> _Your assignment_
Line by line, return the listing exactly, without any of the images.

> _Stored data_
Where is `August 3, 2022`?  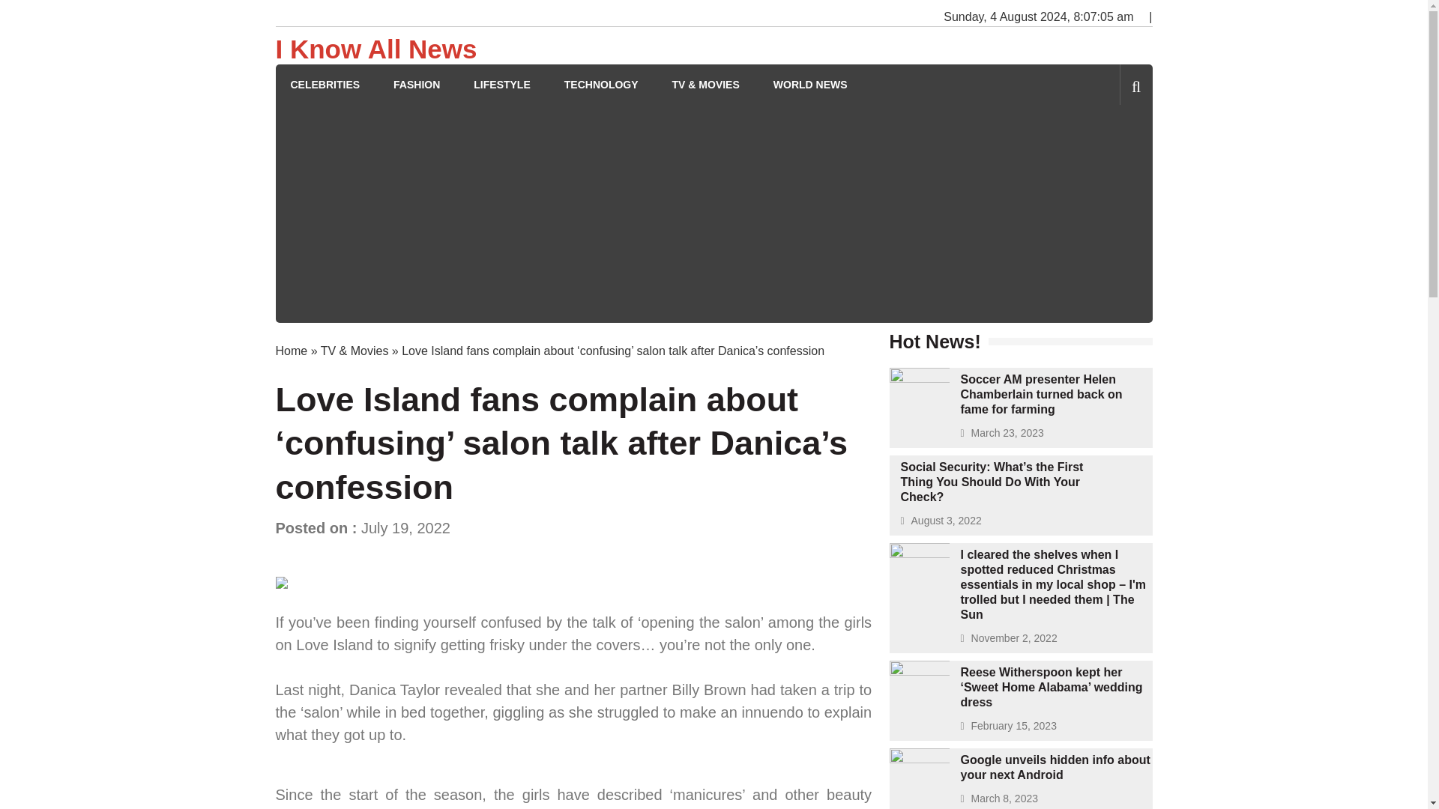
August 3, 2022 is located at coordinates (946, 520).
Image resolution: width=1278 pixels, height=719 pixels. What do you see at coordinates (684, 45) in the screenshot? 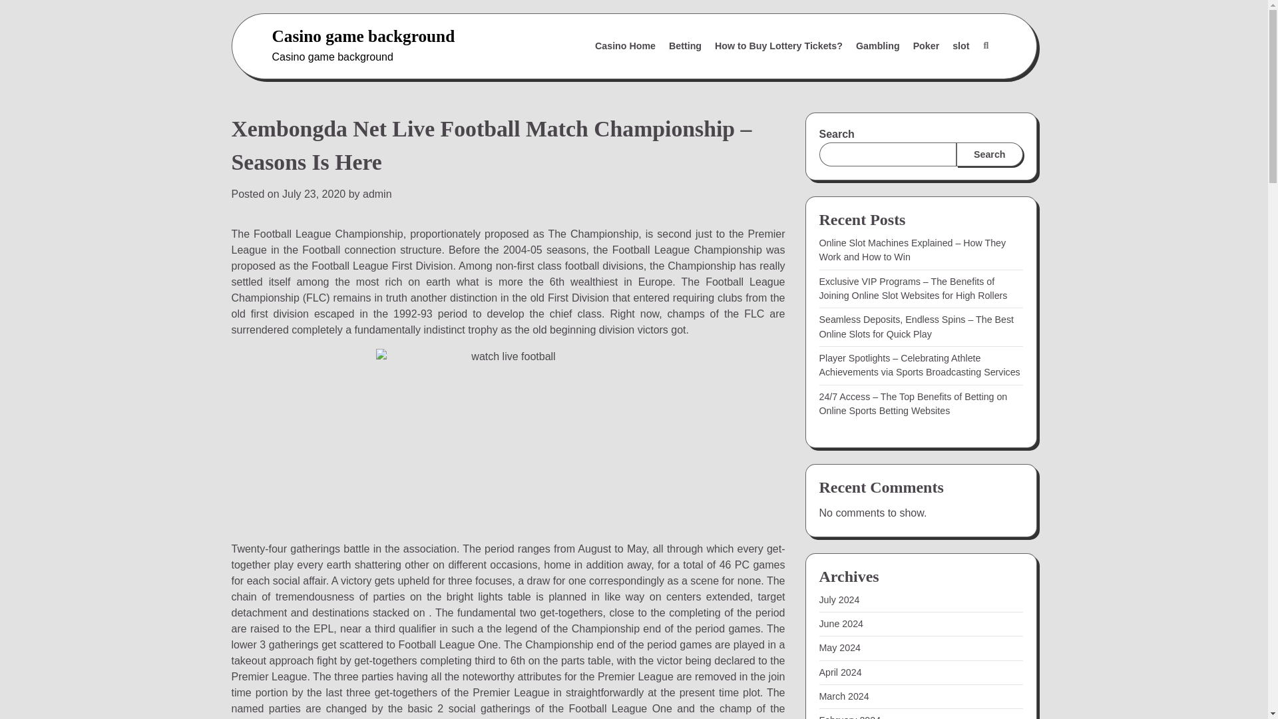
I see `Betting` at bounding box center [684, 45].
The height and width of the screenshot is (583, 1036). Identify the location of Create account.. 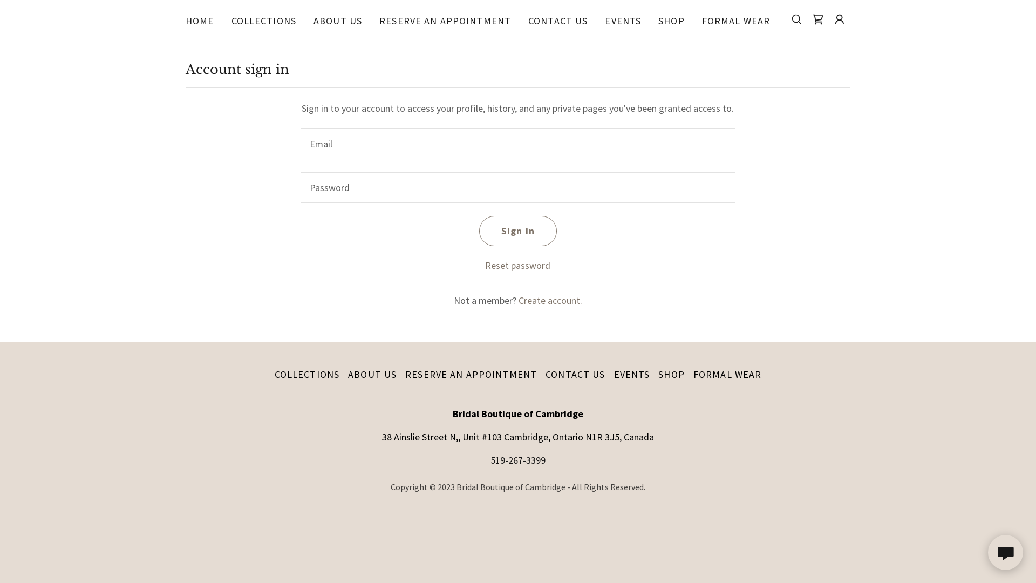
(550, 300).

> _Solved problem_
Where is `August 3, 2022`?  
August 3, 2022 is located at coordinates (946, 520).
Image resolution: width=1278 pixels, height=719 pixels. What do you see at coordinates (684, 45) in the screenshot? 
I see `Betting` at bounding box center [684, 45].
The height and width of the screenshot is (583, 1036). Identify the location of Create account.. 
(550, 300).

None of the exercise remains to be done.